Now why would a cyber attack against a company make that company reevaluate its relationship with a government or its role in a country? One possible explanation could be that Google suspects the Chinese government to be somehow involved in the attacks. If so, and that is just speculation, then Google might find it even more difficult to continue to work together with the same authorities when it comes to accepting censorship lists for their Chinese search results (lists which include human rights watch organizations, too). If that is one of the reason for Google’s reevaluation, it remains unspoken in Google’s blog post. When CNBC asked Google’s David Drummond in an interview, “Can you verify... that the cyber attacks were government based?”, David answered: “I want to be very careful here and be very clear. We’re not saying, one way or the other, whether these attacks were state-sponsored or done with any approval of the state. We can’t speculate on that at this point. What we do know is that they were highly organized, and we believe that the attacker came from China, and we know that political dissidents and people interested in human rights in China were clearly targeted here.”

As another speculative reason, Google now fighting for an uncensored Google.cn could have been part of the original plan, too: first, get into the market and find a relevant amount of users; second, potentially use that user base leverage for discussions about free speech issues.

Besides the attacks against Gmail users, I wonder how the mentioned intellectual property theft weighs in on these issues. Does Google now feel it is very risky for them to have offices in China – as they could be infiltrated – influencing how they look at the whole situation? Some users at Reddit, in the meantime, think that Google made a self-interested business decision, while others congratulate them on their move and say it was based on moral principles.

Now, Google in their blog post emphasizes their latest strategy reevaluation came from the US, not from Chinese employees.
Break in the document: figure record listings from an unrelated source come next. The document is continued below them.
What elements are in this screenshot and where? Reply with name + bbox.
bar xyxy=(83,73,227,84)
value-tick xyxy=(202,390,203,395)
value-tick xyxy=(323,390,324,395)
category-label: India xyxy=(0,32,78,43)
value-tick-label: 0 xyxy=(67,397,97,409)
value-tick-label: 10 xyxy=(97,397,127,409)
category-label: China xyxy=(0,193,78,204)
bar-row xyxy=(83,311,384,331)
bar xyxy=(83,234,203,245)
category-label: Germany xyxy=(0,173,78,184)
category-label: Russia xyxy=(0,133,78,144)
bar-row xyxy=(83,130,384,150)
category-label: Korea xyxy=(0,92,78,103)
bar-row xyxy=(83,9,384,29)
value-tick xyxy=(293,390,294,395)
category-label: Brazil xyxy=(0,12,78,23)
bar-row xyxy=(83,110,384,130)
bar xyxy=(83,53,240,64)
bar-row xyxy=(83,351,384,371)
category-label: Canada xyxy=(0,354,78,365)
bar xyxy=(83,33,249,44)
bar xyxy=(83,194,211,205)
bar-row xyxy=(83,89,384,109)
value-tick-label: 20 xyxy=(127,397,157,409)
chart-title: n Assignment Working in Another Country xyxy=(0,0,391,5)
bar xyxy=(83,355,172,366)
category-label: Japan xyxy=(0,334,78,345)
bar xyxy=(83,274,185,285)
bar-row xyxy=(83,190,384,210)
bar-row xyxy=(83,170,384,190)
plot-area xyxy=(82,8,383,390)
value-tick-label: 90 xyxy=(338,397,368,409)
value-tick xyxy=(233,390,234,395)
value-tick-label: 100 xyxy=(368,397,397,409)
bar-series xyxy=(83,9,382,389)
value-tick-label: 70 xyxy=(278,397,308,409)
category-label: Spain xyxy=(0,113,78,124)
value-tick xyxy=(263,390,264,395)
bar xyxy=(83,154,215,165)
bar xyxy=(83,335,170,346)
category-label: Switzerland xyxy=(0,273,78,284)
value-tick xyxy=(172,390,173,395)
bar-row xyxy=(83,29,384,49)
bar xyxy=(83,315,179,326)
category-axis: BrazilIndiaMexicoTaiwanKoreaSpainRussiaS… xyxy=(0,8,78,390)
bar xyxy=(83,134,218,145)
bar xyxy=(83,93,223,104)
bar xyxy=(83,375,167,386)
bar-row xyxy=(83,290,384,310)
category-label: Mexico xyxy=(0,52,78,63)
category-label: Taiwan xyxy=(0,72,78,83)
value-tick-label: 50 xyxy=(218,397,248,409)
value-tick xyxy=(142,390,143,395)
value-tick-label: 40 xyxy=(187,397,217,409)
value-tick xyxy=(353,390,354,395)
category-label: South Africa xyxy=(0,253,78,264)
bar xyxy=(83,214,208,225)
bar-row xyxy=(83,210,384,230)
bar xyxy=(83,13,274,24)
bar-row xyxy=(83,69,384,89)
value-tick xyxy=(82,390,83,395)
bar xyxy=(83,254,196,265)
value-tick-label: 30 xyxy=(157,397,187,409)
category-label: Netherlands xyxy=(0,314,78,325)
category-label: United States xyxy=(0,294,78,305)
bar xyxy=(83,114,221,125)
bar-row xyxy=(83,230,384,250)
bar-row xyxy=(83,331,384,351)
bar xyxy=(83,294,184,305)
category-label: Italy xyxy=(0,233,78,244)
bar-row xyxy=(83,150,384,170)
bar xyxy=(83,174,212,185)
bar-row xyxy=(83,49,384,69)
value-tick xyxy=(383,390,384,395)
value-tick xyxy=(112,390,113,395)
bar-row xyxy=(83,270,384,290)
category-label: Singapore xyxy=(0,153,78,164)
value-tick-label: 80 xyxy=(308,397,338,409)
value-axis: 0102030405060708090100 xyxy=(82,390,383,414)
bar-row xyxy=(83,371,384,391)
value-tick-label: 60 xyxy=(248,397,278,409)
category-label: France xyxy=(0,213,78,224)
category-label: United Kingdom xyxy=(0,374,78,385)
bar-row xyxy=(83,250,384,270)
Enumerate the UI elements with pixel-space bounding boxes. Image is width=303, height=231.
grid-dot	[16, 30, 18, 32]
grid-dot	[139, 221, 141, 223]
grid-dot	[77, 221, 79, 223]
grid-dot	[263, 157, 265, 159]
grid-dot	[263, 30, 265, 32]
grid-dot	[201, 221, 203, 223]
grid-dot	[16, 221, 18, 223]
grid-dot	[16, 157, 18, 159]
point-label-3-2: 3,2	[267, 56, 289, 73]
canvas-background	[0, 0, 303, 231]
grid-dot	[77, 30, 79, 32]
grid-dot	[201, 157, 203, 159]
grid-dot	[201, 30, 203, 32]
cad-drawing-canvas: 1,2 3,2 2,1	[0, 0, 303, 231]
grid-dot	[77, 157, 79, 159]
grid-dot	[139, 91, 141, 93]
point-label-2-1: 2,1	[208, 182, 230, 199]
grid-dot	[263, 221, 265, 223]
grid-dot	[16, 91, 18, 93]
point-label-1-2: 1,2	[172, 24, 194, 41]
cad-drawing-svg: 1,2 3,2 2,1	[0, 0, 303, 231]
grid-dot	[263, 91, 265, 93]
An anonymous source “knowledgeable about the issue” told Wired’s Threat Level in relation to Google’s Chinese employees that Google is “really concerned about their safety and feels that there is a very real possibility that they will be interrogated ... They have been [interrogated] numerous times before, and this time they could be arrested and imprisoned.” Wired also mentions that their source told them that other companies who were under attack wanted to keep the issue secret. “They made a specific decision not to go public”, the source told Wired, but the source indicated that “Google felt it was important to alert the people who are potentially affected by the attack – the activist community.”

In other news, with perhaps a relation, Google has announced they’re now making Gmail use https by default (previously, you had to opt-in to this setting).